There was The Star Trek Compendium by Allan Asherman. There was The Making of Star Trek, The World of Star Trek, The Making of ST:TMP, and The Making of STII:TWOK. Not to mention plenty of Starlog and Cinefantastique articles.
That was my reaction when I saw The Real Merlin & Arthur special, which had Merlin's Colin Morgan and Bradley James do Road Rules in Wales. And Colin's reading Arthurian books, and I'm like, "I've got that one! And that one! And that one, too!"Similarly, the Bad Robot crew had a copy of the Concordance's successor, the Star Trek Ency, on their desk while planning out STXI. You can see it on the DVD extras. I had one of those childish "I've got one of those!" moments.
Captain Robert April was mentioning publications useful to the creators of new Star Trek so they wouldn't "screw things up any more than they already are".
Captain Robert April was mentioning publications useful to the creators of new Star Trek so they wouldn't "screw things up any more than they already are".
Then he was operating under a false premise, as he usually is when it comes to the new movie. The screenwriters have clearly demonstrated an encyclopedic knowledge of Trek continuity and history and are on record as having made use of Memory Alpha and other references during the creation of the film. However, it is the prerogative of filmmakers to choose to disregard or alter details if doing so serves the story or makes it more accessible to the vast majority of viewers who either don't know or don't care about the trivial details that obsess the likes of us. Poetic license is not the same thing as ignorance.
Hyperbole, much?The amount of work to deal with this one movie would pretty much generate enough references to create a whole new Concordance all by itself. And like I said, this book is gonna be big enough as it is. The lexicon alone is gonna clock in at around 300 pages. The synopses will probably add at least another 150, and who knows how big the art section is gonna be. Like Bjo said, she wants to finish this thing within her lifetime.
Hyperbole, much?The amount of work to deal with this one movie would pretty much generate enough references to create a whole new Concordance all by itself. And like I said, this book is gonna be big enough as it is. The lexicon alone is gonna clock in at around 300 pages. The synopses will probably add at least another 150, and who knows how big the art section is gonna be. Like Bjo said, she wants to finish this thing within her lifetime.
So, 450 pages for roughly 100 hours of Star Trek, pre-2009. That works out to 4 1/2 pages per hour.
The new movie is two hours. So, nine pages.
And you say that the movie would generate an entire book on its own of 450 pages?
What kind of math are you using?
You can't write nine pages? I routinely write twenty pages a day, and I know there are other writers here who write that or more.
So, hyperbole. I just get the feeling you don't want to be arsed, and that's your right, but I also think you're wrong.
Then he was operating under a false premise, as he usually is when it comes to the new movie.
Just to put things in perspective, imagine what it would be like if the TNG/DS9/VOY/ENT people were behind this remake: Kirk as an early-Trip style hillbilly. Spock played by (and as) Ensign Vorik. The "reimagined" Enterprise cobbled together from surving parts of Voy/Ent sets. Nero with a bowl cut, retarded shoulder pads and a generic bird-of-prey. All the energy and excitement of ENT: "Fusion".
The word is 'disaster'.
He was discussing TNG. Why Roddenberry had Bjo's book in his office for reference as a lexicon.
Okay, I was wrong to bash them for recycling old sets, outfits, alien heads etc and apologize. They have done a good job over the years. Same for the fx people (who I didn't bash at all, btw)
However, although I've liked many of the characters TPTB have come up with over the years, I don't believe they would have done Kirk, Spock and co justice. I think watching a few episodes of early Enterprise, when they were on Plan A (more Voyager but with a different crew, terribly written bickering between Archer and T'Pol, characters without character etc) pretty much gets across my worst-case scenario.
As you just told me in your previous post, he was suggesting reference books that the makers of the new ST could use. That was the part I was addressing.
Sigh. I didn't tell you that.
Captain Robert April was mentioning publications useful to the creators of new Star Trek so they wouldn't "screw things up any more than they already are".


#### [WORK INSTRUCTIONS]
Below are records; copy every line among them that contains the word "class".

#### [DATA LISTING]
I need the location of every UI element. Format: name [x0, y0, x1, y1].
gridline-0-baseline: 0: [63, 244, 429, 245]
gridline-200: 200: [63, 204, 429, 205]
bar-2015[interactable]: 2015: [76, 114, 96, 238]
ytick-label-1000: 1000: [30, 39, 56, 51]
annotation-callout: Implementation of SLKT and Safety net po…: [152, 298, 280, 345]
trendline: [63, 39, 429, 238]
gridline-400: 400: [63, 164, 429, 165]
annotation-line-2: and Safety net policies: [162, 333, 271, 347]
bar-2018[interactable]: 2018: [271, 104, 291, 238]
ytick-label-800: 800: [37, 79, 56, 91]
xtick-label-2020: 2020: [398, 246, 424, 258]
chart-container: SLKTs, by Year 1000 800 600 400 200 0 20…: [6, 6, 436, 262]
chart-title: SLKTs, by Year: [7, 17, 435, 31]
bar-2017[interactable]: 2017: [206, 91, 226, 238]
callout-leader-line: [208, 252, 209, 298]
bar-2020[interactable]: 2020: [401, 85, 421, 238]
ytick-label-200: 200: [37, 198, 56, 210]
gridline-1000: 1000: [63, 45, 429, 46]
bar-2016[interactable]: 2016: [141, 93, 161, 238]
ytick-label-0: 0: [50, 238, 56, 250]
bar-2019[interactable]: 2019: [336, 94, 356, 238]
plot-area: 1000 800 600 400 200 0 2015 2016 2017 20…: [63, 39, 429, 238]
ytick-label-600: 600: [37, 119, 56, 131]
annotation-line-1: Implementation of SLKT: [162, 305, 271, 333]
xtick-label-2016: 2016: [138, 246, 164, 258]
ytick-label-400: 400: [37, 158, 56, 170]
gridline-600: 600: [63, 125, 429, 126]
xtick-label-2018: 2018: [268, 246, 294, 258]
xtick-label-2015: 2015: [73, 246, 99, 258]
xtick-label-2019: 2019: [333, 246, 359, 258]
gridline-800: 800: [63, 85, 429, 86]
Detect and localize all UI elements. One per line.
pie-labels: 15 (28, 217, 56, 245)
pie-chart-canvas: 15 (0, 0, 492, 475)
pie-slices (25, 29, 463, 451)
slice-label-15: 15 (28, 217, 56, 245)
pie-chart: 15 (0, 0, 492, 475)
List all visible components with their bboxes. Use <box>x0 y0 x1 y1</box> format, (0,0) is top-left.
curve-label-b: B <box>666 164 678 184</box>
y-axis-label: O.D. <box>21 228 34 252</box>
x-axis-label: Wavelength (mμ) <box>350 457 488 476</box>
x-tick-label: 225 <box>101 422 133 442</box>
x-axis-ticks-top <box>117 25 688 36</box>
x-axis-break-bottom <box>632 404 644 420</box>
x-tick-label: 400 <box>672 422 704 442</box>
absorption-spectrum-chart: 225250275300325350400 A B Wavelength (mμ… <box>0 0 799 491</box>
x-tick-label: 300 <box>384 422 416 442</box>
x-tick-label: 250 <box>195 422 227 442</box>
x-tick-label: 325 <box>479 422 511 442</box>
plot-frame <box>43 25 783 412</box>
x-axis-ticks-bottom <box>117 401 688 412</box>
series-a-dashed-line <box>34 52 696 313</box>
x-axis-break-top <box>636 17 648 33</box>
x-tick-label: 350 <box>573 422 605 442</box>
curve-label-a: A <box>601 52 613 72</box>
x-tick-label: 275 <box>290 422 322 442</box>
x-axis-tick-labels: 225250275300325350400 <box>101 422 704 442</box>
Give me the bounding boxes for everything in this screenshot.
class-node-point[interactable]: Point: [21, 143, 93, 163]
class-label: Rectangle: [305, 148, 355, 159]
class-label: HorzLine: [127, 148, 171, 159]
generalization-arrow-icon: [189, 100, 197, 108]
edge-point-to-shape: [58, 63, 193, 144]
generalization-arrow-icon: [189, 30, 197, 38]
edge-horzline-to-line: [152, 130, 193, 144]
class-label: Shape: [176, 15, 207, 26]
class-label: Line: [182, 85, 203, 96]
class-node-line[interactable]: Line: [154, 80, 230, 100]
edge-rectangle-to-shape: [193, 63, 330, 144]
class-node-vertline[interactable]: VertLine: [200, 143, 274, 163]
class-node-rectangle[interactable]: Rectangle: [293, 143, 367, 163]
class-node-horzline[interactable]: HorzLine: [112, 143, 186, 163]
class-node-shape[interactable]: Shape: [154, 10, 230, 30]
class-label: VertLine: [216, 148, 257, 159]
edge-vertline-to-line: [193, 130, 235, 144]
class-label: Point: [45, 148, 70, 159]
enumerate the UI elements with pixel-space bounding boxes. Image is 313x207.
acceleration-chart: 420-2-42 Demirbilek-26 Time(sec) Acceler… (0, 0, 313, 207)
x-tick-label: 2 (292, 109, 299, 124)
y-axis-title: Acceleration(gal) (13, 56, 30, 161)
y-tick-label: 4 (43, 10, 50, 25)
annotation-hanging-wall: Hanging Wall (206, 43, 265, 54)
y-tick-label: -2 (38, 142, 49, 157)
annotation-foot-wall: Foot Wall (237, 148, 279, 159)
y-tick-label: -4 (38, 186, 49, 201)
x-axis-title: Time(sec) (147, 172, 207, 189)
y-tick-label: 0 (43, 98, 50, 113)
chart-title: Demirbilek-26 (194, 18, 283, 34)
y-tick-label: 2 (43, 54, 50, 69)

#### [REPLY TO THE EXERCISE]
class-node-point[interactable]: Point: [21, 143, 93, 163]
class-label: Rectangle: [305, 148, 355, 159]
class-label: HorzLine: [127, 148, 171, 159]
class-label: Shape: [176, 15, 207, 26]
class-label: Line: [182, 85, 203, 96]
class-node-line[interactable]: Line: [154, 80, 230, 100]
class-node-vertline[interactable]: VertLine: [200, 143, 274, 163]
class-node-rectangle[interactable]: Rectangle: [293, 143, 367, 163]
class-node-horzline[interactable]: HorzLine: [112, 143, 186, 163]
class-node-shape[interactable]: Shape: [154, 10, 230, 30]
class-label: VertLine: [216, 148, 257, 159]
class-label: Point: [45, 148, 70, 159]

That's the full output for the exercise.